Rodriguez’s Re-boot on Online Harms consultation is Policy with Brains

April 3, 2022

Pablo Rodriguez is getting better at this. The Heritage Minister who is trying to shepherd three Internet bills through Parliament in 2022 has filtered out the political noise on two of them and paid attention to important warnings that the public consultation for his proposed Online Harms Bill was going to blow up on him.

On March 30th Rodriguez announced a panel of twelve bone fide experts in Internet law and social policy who will advise Heritage on what to do about the reeking sludge of online speech that social media platforms can’t seem to keep at bay.

One of those experts is Taylor Owen, Director of the Center Media, Technology and Democracy. Owen took the opportunity to tweet that he was pleased that his expert panel was being mandated to “pivot” towards a “systems” approach:

If you are wondering how to interpret Owen’s semaphore, a “systems-based” approach means less emphasis on illegal speech policed by government-established monitoring requirements and more emphasis on getting platforms like Facebook to self-regulate with whatever methods work best under a general legal “duty of care.”

In other words, it means less government regulation and more incentive for Big Tech to develop a better sludge solution so as to avoid liability.

That could be the best policy approach given the gargantuan challenge of combing through millions of posts to find harmful content and the very real possibility that platforms will over-censor in order to do so.

Keeping it real, we should acknowledge that Facebook and other platforms are like private sewage companies being told they must not leak a drop of shit.

On the other hand, they are monetizing shit.

The Heritage Department’s initial consultation paper leaned heavily towards the no-leaks approach by obliging platforms to pre-emptively filter, moderate, and delete posts so harmful they are illegal. And depending on the posts, the stakes are raised by requiring platforms to report the posts and the posters to the authorities.

That kind of regulation has civil libertarians in a lather, though many are prone to absolutist opposition to any regulation of communications.

And where Internet free speech is concerned, expect red-hot politics to follow. Even the most cautious Online Harms legislation will be seized upon by the Conservative Party and some advocacy groups as creeping digital communism. The fundraising opportunities are priceless.

The expert panel is to meet weekly up to 12 times to come up with advice for the Minister on how to design the legislation. It’s encouraging that the Minister will be publishing the panel’s discussion papers and, on a non-attributed basis, the experts’ views.

Where this might end up (or so I am hoping) is the panel advising the Minister to establish hardcore regulation of highly dangerous content —— probably terrorism, child exploitation, revenge porn, Criminal Code hate speech offences, and threats of imminent harm—- which would be regulated as illegal speech with strict enforcement and reporting requirements imposed on the platforms.

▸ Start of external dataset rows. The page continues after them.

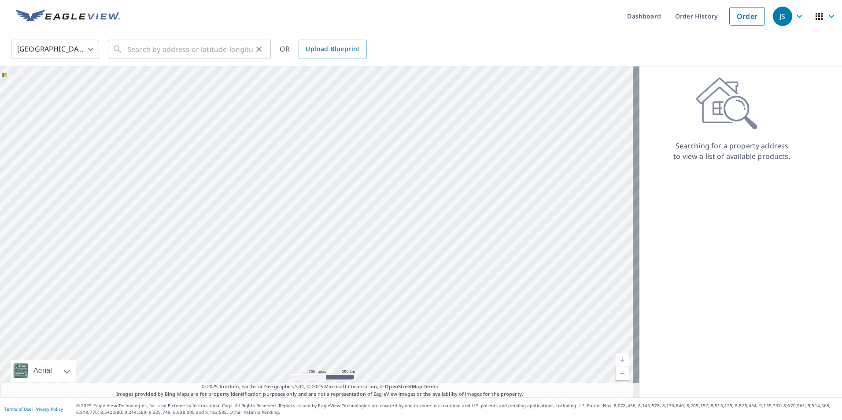 The width and height of the screenshot is (842, 420). I want to click on input: Search by address or latitude-longitude, so click(190, 49).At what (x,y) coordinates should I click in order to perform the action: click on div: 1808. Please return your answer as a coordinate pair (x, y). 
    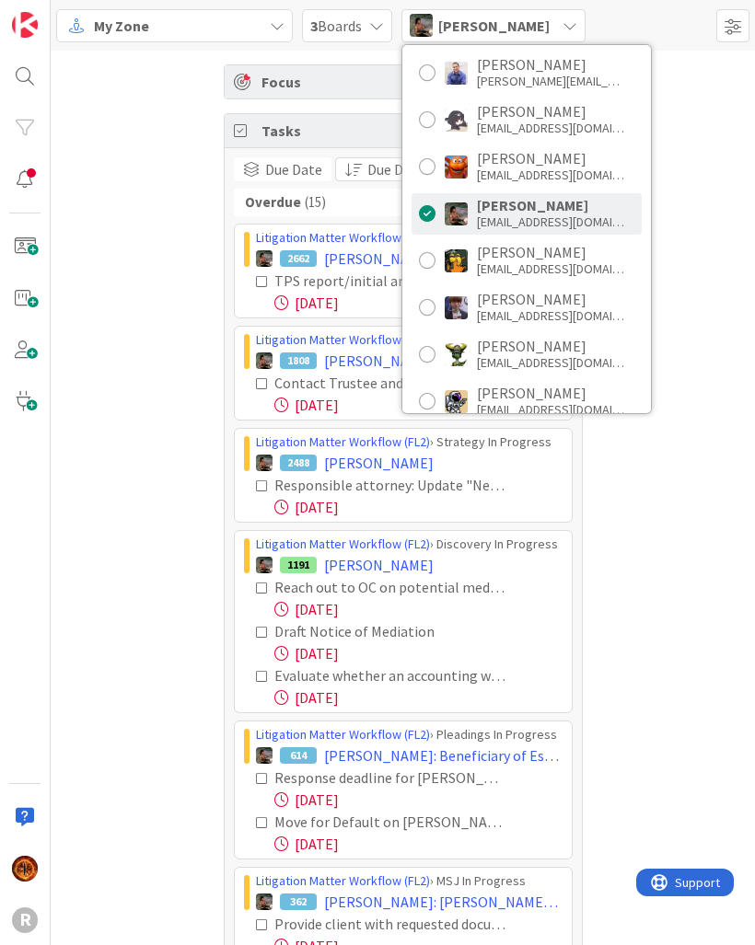
    Looking at the image, I should click on (298, 361).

Beyond those core concerns lays all manner of harmful but not imminently dangerous content —-think dog-whistling bigotry and racism—— which can be managed in a more ad hoc fashion by the platforms themselves (including banning serial offenders). The platforms will avoid corporate liability so long as their efforts show continuous improvement and meet Canadians’ expectations of corporate responsibility.

By re-booting the consultation process and creating his impressive panel of experts, the Minister should build the necessary political credibility before tabling an inherently controversial piece of legislation.

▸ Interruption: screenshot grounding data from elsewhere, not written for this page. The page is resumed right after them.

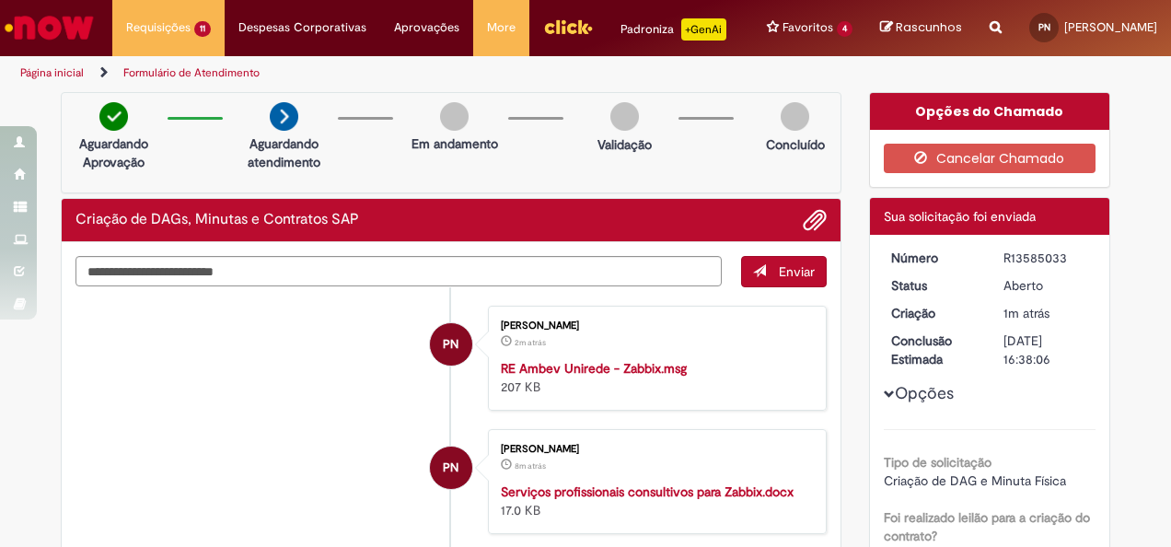  What do you see at coordinates (594, 368) in the screenshot?
I see `strong: RE Ambev Unirede - Zabbix.msg` at bounding box center [594, 368].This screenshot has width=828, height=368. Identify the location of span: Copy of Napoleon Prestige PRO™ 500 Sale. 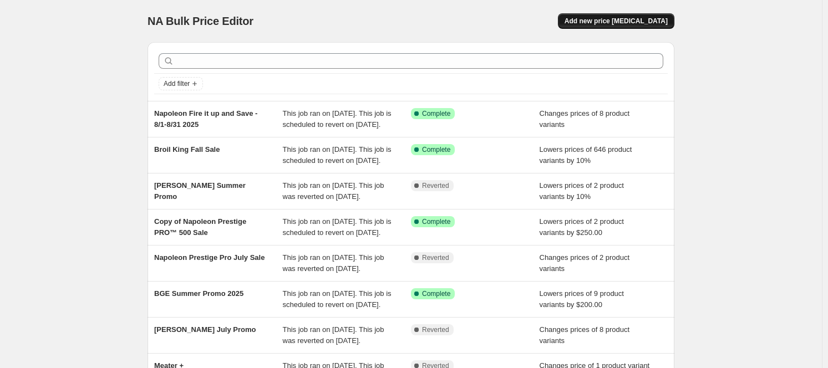
(200, 227).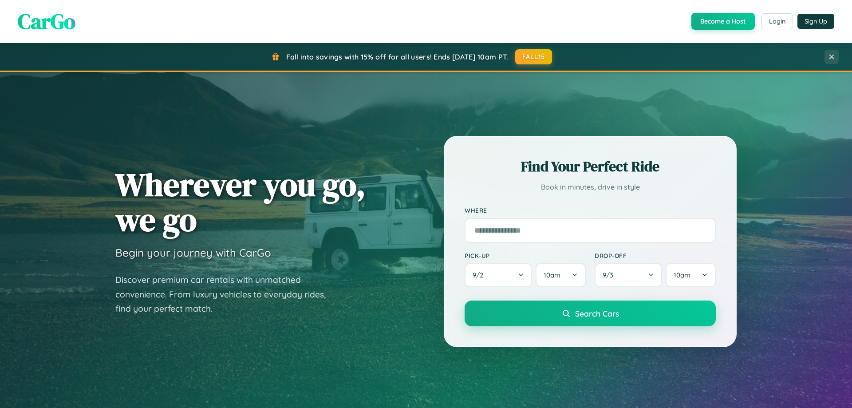 The image size is (852, 408). What do you see at coordinates (534, 57) in the screenshot?
I see `button: FALL15` at bounding box center [534, 57].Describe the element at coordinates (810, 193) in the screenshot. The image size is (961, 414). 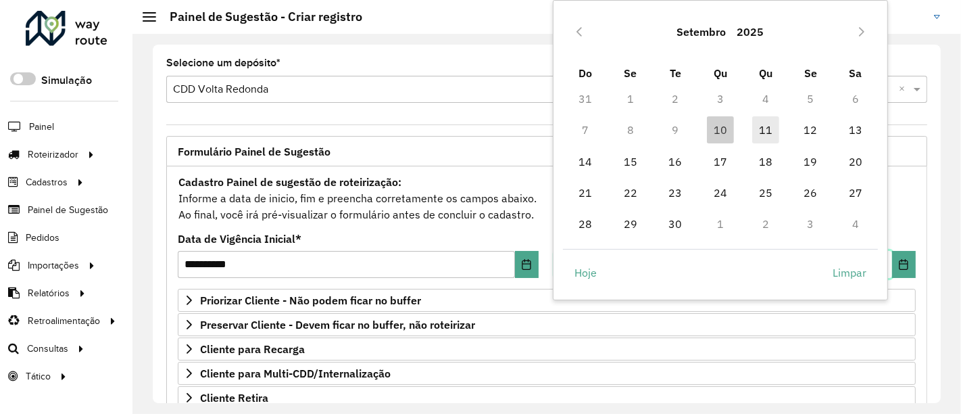
I see `td: 26` at that location.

In addition, the re-boot allows the United Kingdom to forge ahead with their Online Harms legislation, allowing Canada to learn from any mistakes.

That’s policy with brains.

Published by

Howard Law

I am retired staff of Unifor, the union representing 300,000 Canadians in twenty different sectors of the economy, including 10,000 journalists and media workers. As the former Director of the Media Sector and as an unapologetic cultural nationalist, I have an abiding passion for public policy in Canadian media.